Tuesday, May 03, 2016

An Unfortunate Choice Of Words When Your Skin Is Of A Pale Hue

So it was perfectly fine for comedian Larry Wilmore to call the President of the United States his nigger, but Gerry Adams is not to use the n-word.

The rules of engagement are complex indeed when it comes to certain words that have the power to trigger strong emotions.

The debate wages on, and not all black folks are in agreement that using the n-word amongst themselves is acceptable. Let the rappers drop all sorts of profanity, but to some in the community it is part of a negative culture. Taking control of a word does not diminish its negative connotation, as far as they are concerned. If it is wrong for white people to use the word, it is wrong for blacks to refer to one another as nigger.

What's Gerry Adams of Sinn Fein to think, so, when he sees Larry Wilmore use the word in such a public forum? The annual Correspondents' Dinner is full of jokery and humour, the President joins in the fun, and there goes the n-word flying. No one jumped up and shouted Mr. Wilmore down, or called him out for not only using a slur but for applying it to the leader of the free world, as if Barack Obama is just another gangsta from the 'hood.

The tweet - a force for good or the road to hell
The Provos have long equated the treatment of Catholics in Northern Ireland to the treatment of slaves in the Deep South, and there have been a few equivalencies made between the civil rights movement and The Troubles.

Not nearly equal, of course. The Catholics were an oppressed minority and were denied their rights, much like the blacks who lived under the Jim Crow laws designed to keep them oppressed. Maybe a man could make something of the similarities, but to paint Northern Irish Catholics as slave-like is going a bit too far.

Poor Mr. Adams went and tweeted without thinking after seeing the film Django Unchained, with its theme of revenge against a backdrop of carnage. His blood was up, apparently, because his fingers typed out a message that included the phrase "A Ballymurphy Nigger". His heart was leading while his head was far behind.

More words had to jump in to explain the context of his 140-character thought bubble, and the next thing you know it's all Cromwell and Penal Laws and 800 years of British perfidy. Still not the stuff of slavery. So more words had to come to the rescue and that's how deep holes get dug, with word upon word dredged up until you've buried yourself deep in rhetoric.

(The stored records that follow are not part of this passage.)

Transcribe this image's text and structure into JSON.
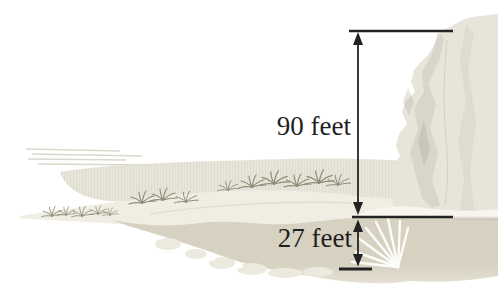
{
  "figure": {
    "alt": "Seaside cliff illustration with dimension arrows showing the cliff height above the water surface and the depth of the water below",
    "measurements": {
      "cliff_height": {
        "label": "90 feet",
        "value": 90,
        "unit": "feet"
      },
      "water_depth": {
        "label": "27 feet",
        "value": 27,
        "unit": "feet"
      }
    }
  },
  "theme": {
    "background": "#ffffff",
    "line_color": "#232323",
    "label_color": "#1f1f1f",
    "band": "#e3e0d4",
    "streak": "#d7d4c6",
    "sand": "#f0ede3",
    "water": "#d6d1c0",
    "water_deep": "#e4e0d3",
    "rock": "#eceadf",
    "cliff_base": "#e7e4da",
    "cliff_shadow": "#c9c6b9",
    "cliff_dark": "#b7b4a6",
    "ledge": "#f7f5ee",
    "grass": "#8c8c76",
    "sunburst": "#ffffff"
  }
}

Tweets are fine for short messages, but when you're trying to explain your entire political philosophy, you'll find that some thoughts can't be compressed down to a few characters without losing the essence of the argument.

Too few words can be just as difficult to repair as too many.

Just ask Gerry Adams, who is out there trying to convince everyone that he's not a racist or a white supremacist, just a Catholic politician doing battle with a Protestant government that doesn't much like him or his kind.